The mother of Purley chef Kevin Boyle appeared on television to launch her campaign against online suicide kits.

Kevin, 26, of Old Lodge Lane went missing last October and his body was found on January 23, at the bottom of a Coulsdon garden bordering Farthing Downs.

In a recent interview, his mother Patti revealed a brown package arrived for her son on October 12, the morning he disappeared.

Having hacked into his email account, his dad Tom, 64, discovered their son had paid £44 for a suicide kit from a company that promised painless "deliverance."

This week, Mrs Boyle appeared on This Morning to talk about her campaign for deliverance kits to be banned.

The 54-year-old told presenters Phillip Scohfield and Holly Willoughby: "I'm campaigning to have them stopped, primarily because it is sold as deliverance and that's why I reduced it to precisely what it was- it was death in a bag.

"Lets not eulogise it, it is what it is. What sickens me is there are people in the UK who are delivering these kits knowingly, willingly and wilfully to the most vulnerable and earning their living from it."

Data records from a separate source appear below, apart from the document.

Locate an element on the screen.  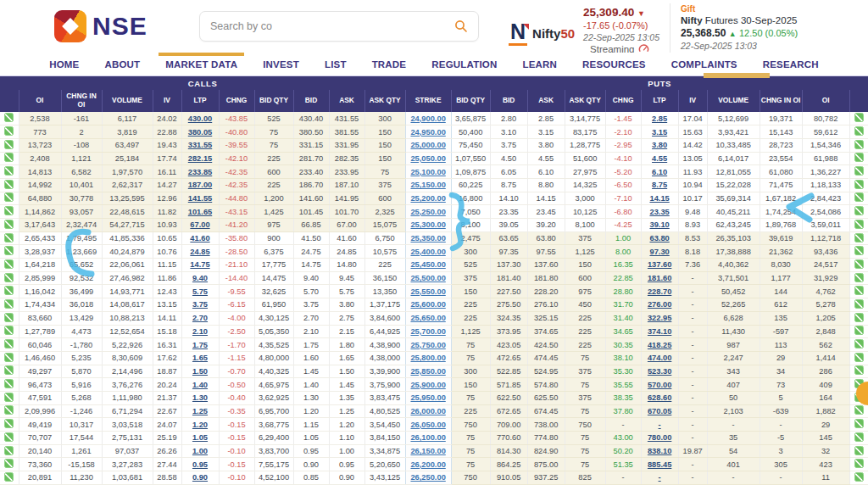
strike-link: 26,100.00 is located at coordinates (427, 438).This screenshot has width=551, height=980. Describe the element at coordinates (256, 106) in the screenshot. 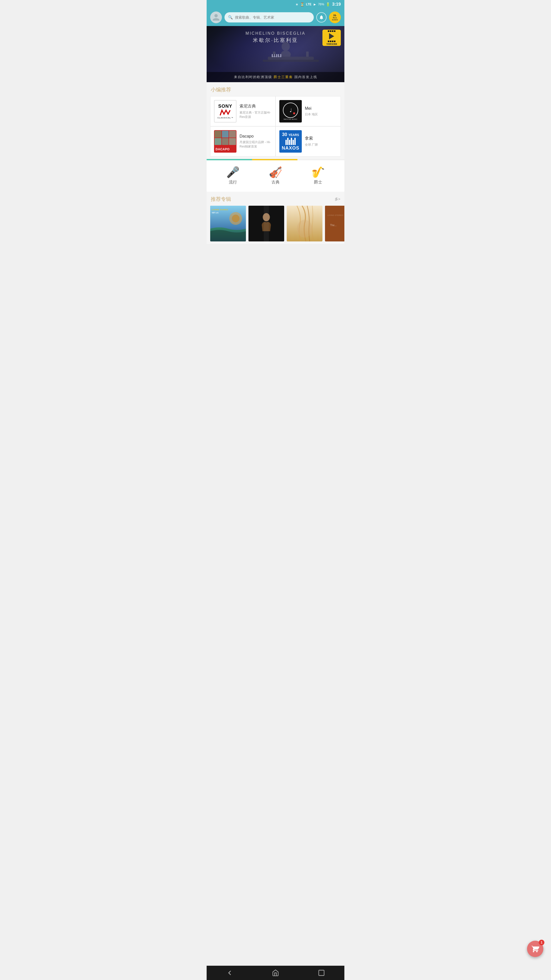

I see `sony-card-name: 索尼古典` at that location.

Mrs Boyle said since her sons death she had started doing research and had discovered one in five men under the age of 35 commit suicide.

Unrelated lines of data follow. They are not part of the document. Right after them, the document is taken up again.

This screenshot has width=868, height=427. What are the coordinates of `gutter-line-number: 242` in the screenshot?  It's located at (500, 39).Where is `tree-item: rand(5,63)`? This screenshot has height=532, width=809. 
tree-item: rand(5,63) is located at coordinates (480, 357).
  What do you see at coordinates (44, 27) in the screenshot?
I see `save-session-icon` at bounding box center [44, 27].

Asked about society's attitude towards men feeling down and suffering from depressions, she said: "We as mothers do not want our children bullied in the playground, I hold my hand up I was guilty as the next person.

"I'd say "don't cry son, you don't want people to mock you. Big boys don't cry," but actually now I am here to shout big boys do cry and it's ok and we need to get over it, because if my son had of cried perhaps he would still be here."